Exploring, Understanding and Intervening in IgE-dependent Mechanisms in Allergic Disease and Asthma

Lead Research Organisation: King's College London
Department Name: Randall Div of Cell and Molecular Biophy

Abstract

The incidence of allergic disease, and asthma in particular, has increased alarmingly in the UK and there is an urgent need for new therapies. Antibodies of a type known as immunoglobulin E (IgE) are crucially involved in the allergic response, and individuals susceptible to allergies have high IgE levels. These IgE antibodies recognise allergens that enter the airways (e.g. grass pollen), the gut (food allergens) or the skin (contact allergies), and then trigger allergic reactions. We know, from the success of an anti-IgE treatment, that removal of IgE relieves allergic symptoms. But anti-IgE, itself an antibody, is very expensive, requires administration in the clinic, and is licensed only for severe asthma. By understanding how the body produces IgE, and the way IgE activates allergic reactions, we expect to discover new ways to inhibit IgE, and develop compounds that are cheaper, more widely applicable to different allergic conditions, and easier to administer.

The cells in the body that make antibodies, B-cells, switch in response to certain signals from producing beneficial, protective antibodies to producing IgE; our aim is to understand and prevent this switch. We have discovered that switching can occur in the nose rather than, as previously thought, only in lymph nodes, and now, using nasal tissue available from a surgical procedure (to clear nasal passages) developed at Guy?s Hospital, we can study the process in detail. We shall use an ultra-high resolution microscope (the first of its kind in the UK) to study events within the B-cell nucleus as the genes for IgE are switched on, and then study the survival and proliferation of these IgE-producing cells. This work will undoubtedly identify new targets for intervention.

We have also discovered that ?superantigens?, bacterial molecules that trigger antibody production, are present in asthmatic patients? airways. We believe that these superantigens may promote IgE production, in the lung or nose, and will study how they interact with IgE ? opening up a new approach to allergy treatment. We will also investigate the claim that certain IgE molecules are more active than others in triggering allergy. We have already determined the molecular structure of IgE and found that it changes its shape when it triggers an allergic reaction. We can now test compounds that prevent this change in shape, collaborating with the pharmaceutical industry to develop small-molecule inhibitors that overcome the limitations of anti-IgE.

Technical Summary

The IgE antibody is a central element in the allergic response and the aetiology of asthma. Our proposed research is predicated on the existing evidence that IgE is an effective therapeutic target. The options include suppression of IgE synthesis and the interactions of IgE with its receptors, with allergens and with superantigens. We plan to address the following questions:
1. Since we know that heavy-chain chain switching to IgE occurs locally in the target organs of allergy, we need next to complement our biochemical studies on regulation of switching to IgE by imaging of the genes and associated proteins. Cell biological investigations of this kind have been limited by the resolution of commercial confocal microscopes, but a new instrument constructed here gives an unprecedented improvement in resolution, thus bringing it into the required range.
2. Thanks to a new surgical technique of turbinectomy developed at Guy?s Hospital by our collaborator, we can now explore the mechanisms by which the B-cells in the nasal mucosa are driven to synthesise and secrete IgE. We will also isolate single plasma cells secreting IgE antibodies directed against aeroallergens and S. aureus superantigens, clone and express their light-chain and epsilon heavy-chain genes and prepare recombinant IgE antibodies for structural studies.
3. We have discovered that bacterial superantigens are involved in the pathogenesis of allergic disease. We will explore the details of allergen- and superantigen-IgE interactions by X-ray crystallography (cf. our earlier X-ray structures of IgE and superantigen-antibody complexes).
4. We wish to uncover the structural basis for mast cell signalling triggered by monomeric murine IgE in the absence of antigen (with the collaboration of two groups in the US), and to survey our recombinant human IgEs for similar activity. The outcome will throw light on the relevance of ?highly cytokinergic? IgE to the pathogenesis of allergy.
5. We plan to develop a new generation of inhibitors to target the conformational change that the IgE molecule undergoes upon interaction with its high-affinity receptor, FceRI. We shall investigate the mechanism of action of peptide and other inhibitors, and anti-IgE Fabs, by structural and biophysical methods to ascertain whether they affect the conformational change. These results will provide a basis for design of inhibitors through collaboration with the pharmaceutical industry.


:: EXERCISE DETAILS ::
Give all the data again exactly.

** Opening DATASET EXTRACT block **

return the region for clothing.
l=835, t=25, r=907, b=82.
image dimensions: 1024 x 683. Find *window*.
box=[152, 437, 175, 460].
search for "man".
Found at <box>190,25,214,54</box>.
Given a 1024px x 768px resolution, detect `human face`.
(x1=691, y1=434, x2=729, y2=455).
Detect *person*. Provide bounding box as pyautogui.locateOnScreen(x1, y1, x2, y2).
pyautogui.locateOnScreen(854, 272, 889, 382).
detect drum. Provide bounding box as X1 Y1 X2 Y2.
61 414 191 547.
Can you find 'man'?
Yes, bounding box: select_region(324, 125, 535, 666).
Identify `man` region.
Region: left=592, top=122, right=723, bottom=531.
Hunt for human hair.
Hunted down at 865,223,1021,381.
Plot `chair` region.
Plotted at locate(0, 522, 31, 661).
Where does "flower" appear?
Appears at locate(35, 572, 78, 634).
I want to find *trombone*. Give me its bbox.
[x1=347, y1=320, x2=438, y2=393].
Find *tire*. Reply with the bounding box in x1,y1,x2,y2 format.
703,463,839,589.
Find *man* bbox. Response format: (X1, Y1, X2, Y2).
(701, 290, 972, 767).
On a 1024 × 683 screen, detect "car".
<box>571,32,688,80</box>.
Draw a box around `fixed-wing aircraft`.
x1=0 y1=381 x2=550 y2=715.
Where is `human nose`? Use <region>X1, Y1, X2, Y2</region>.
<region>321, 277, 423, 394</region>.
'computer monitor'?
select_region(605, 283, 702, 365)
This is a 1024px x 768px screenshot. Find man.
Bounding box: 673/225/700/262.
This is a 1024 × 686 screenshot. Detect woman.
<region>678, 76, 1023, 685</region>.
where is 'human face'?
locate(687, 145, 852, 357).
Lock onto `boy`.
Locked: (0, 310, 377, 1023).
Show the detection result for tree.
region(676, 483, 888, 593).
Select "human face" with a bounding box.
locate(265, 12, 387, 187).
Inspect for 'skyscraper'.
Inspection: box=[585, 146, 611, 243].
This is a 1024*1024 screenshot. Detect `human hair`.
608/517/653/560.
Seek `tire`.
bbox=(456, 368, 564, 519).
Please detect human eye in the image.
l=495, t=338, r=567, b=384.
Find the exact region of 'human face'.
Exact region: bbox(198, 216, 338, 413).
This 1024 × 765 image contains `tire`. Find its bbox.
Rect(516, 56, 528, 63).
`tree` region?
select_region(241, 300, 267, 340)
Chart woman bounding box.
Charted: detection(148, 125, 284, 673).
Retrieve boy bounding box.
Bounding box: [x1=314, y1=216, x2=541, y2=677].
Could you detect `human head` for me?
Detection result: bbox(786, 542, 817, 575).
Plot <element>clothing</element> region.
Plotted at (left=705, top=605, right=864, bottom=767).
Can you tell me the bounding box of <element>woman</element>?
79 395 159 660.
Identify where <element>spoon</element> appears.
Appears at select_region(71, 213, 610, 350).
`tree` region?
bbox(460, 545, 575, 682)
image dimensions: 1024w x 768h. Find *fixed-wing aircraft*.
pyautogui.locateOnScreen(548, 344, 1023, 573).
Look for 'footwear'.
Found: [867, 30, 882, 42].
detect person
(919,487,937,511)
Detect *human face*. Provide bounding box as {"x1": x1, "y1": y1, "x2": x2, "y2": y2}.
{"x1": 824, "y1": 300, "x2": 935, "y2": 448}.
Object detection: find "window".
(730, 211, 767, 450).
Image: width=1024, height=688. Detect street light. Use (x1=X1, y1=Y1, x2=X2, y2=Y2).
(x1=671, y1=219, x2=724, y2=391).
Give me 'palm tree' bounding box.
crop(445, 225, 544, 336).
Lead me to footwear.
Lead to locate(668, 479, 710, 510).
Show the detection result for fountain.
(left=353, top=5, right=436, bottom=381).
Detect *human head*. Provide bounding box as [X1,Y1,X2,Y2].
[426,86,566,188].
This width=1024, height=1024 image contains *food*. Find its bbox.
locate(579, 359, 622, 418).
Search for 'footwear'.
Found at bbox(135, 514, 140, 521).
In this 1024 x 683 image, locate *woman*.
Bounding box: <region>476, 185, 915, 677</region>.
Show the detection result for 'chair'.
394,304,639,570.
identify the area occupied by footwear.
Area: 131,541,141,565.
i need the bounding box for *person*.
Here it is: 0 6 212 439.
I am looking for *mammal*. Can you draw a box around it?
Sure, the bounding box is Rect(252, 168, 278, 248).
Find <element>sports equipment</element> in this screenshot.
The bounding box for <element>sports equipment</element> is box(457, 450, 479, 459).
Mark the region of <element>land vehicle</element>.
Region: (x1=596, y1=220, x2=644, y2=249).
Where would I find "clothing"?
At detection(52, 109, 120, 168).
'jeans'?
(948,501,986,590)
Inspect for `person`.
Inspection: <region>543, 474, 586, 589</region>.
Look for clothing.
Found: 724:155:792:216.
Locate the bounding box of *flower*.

** Closing DATASET EXTRACT block **

:: YOUR SOLUTION ::
return the region for clothing.
l=835, t=25, r=907, b=82.
image dimensions: 1024 x 683. Find *window*.
box=[152, 437, 175, 460].
search for "man".
Found at <box>190,25,214,54</box>.
Given a 1024px x 768px resolution, detect `human face`.
(x1=691, y1=434, x2=729, y2=455).
Detect *person*. Provide bounding box as pyautogui.locateOnScreen(x1, y1, x2, y2).
pyautogui.locateOnScreen(854, 272, 889, 382).
detect drum. Provide bounding box as X1 Y1 X2 Y2.
61 414 191 547.
Can you find 'man'?
Yes, bounding box: select_region(324, 125, 535, 666).
Identify `man` region.
Region: left=592, top=122, right=723, bottom=531.
Hunt for human hair.
Hunted down at 865,223,1021,381.
Plot `chair` region.
Plotted at locate(0, 522, 31, 661).
Where does "flower" appear?
Appears at locate(35, 572, 78, 634).
I want to find *trombone*. Give me its bbox.
[x1=347, y1=320, x2=438, y2=393].
Find *tire*. Reply with the bounding box in x1,y1,x2,y2 format.
703,463,839,589.
Find *man* bbox. Response format: (X1, Y1, X2, Y2).
(701, 290, 972, 767).
On a 1024 × 683 screen, detect "car".
<box>571,32,688,80</box>.
Draw a box around `fixed-wing aircraft`.
x1=0 y1=381 x2=550 y2=715.
Where is `human nose`? Use <region>X1, Y1, X2, Y2</region>.
<region>321, 277, 423, 394</region>.
'computer monitor'?
select_region(605, 283, 702, 365)
This is a 1024px x 768px screenshot. Find man.
Bounding box: 673/225/700/262.
This is a 1024 × 686 screenshot. Detect woman.
<region>678, 76, 1023, 685</region>.
where is 'human face'?
locate(687, 145, 852, 357).
Lock onto `boy`.
Locked: (0, 310, 377, 1023).
Show the detection result for tree.
region(676, 483, 888, 593).
Select "human face" with a bounding box.
locate(265, 12, 387, 187).
Inspect for 'skyscraper'.
Inspection: box=[585, 146, 611, 243].
This is a 1024*1024 screenshot. Detect `human hair`.
608/517/653/560.
Seek `tire`.
bbox=(456, 368, 564, 519).
Please detect human eye in the image.
l=495, t=338, r=567, b=384.
Find the exact region of 'human face'.
Exact region: bbox(198, 216, 338, 413).
This 1024 × 765 image contains `tire`. Find its bbox.
Rect(516, 56, 528, 63).
`tree` region?
select_region(241, 300, 267, 340)
Chart woman bounding box.
Charted: detection(148, 125, 284, 673).
Retrieve boy bounding box.
Bounding box: [x1=314, y1=216, x2=541, y2=677].
Could you detect `human head` for me?
Detection result: bbox(786, 542, 817, 575).
Plot <element>clothing</element> region.
Plotted at (left=705, top=605, right=864, bottom=767).
Can you tell me the bounding box of <element>woman</element>?
79 395 159 660.
Identify where <element>spoon</element> appears.
Appears at select_region(71, 213, 610, 350).
`tree` region?
bbox(460, 545, 575, 682)
image dimensions: 1024w x 768h. Find *fixed-wing aircraft*.
pyautogui.locateOnScreen(548, 344, 1023, 573).
Look for 'footwear'.
Found: [867, 30, 882, 42].
detect person
(919,487,937,511)
Detect *human face*. Provide bounding box as {"x1": x1, "y1": y1, "x2": x2, "y2": y2}.
{"x1": 824, "y1": 300, "x2": 935, "y2": 448}.
Object detection: find "window".
(730, 211, 767, 450).
Image: width=1024, height=688. Detect street light. Use (x1=X1, y1=Y1, x2=X2, y2=Y2).
(x1=671, y1=219, x2=724, y2=391).
Give me 'palm tree' bounding box.
crop(445, 225, 544, 336).
Lead me to footwear.
Lead to locate(668, 479, 710, 510).
Show the detection result for fountain.
(left=353, top=5, right=436, bottom=381).
Detect *human head*. Provide bounding box as [X1,Y1,X2,Y2].
[426,86,566,188].
This width=1024, height=1024 image contains *food*. Find its bbox.
locate(579, 359, 622, 418).
Search for 'footwear'.
Found at bbox(135, 514, 140, 521).
In this 1024 x 683 image, locate *woman*.
Bounding box: <region>476, 185, 915, 677</region>.
Show the detection result for 'chair'.
394,304,639,570.
identify the area occupied by footwear.
Area: 131,541,141,565.
i need the bounding box for *person*.
Here it is: 0 6 212 439.
I am looking for *mammal*. Can you draw a box around it?
Sure, the bounding box is Rect(252, 168, 278, 248).
Find <element>sports equipment</element> in this screenshot.
The bounding box for <element>sports equipment</element> is box(457, 450, 479, 459).
Mark the region of <element>land vehicle</element>.
Region: (x1=596, y1=220, x2=644, y2=249).
Where would I find "clothing"?
At detection(52, 109, 120, 168).
'jeans'?
(948,501,986,590)
Inspect for `person`.
Inspection: <region>543, 474, 586, 589</region>.
Look for clothing.
Found: 724:155:792:216.
Locate the bounding box of *flower*.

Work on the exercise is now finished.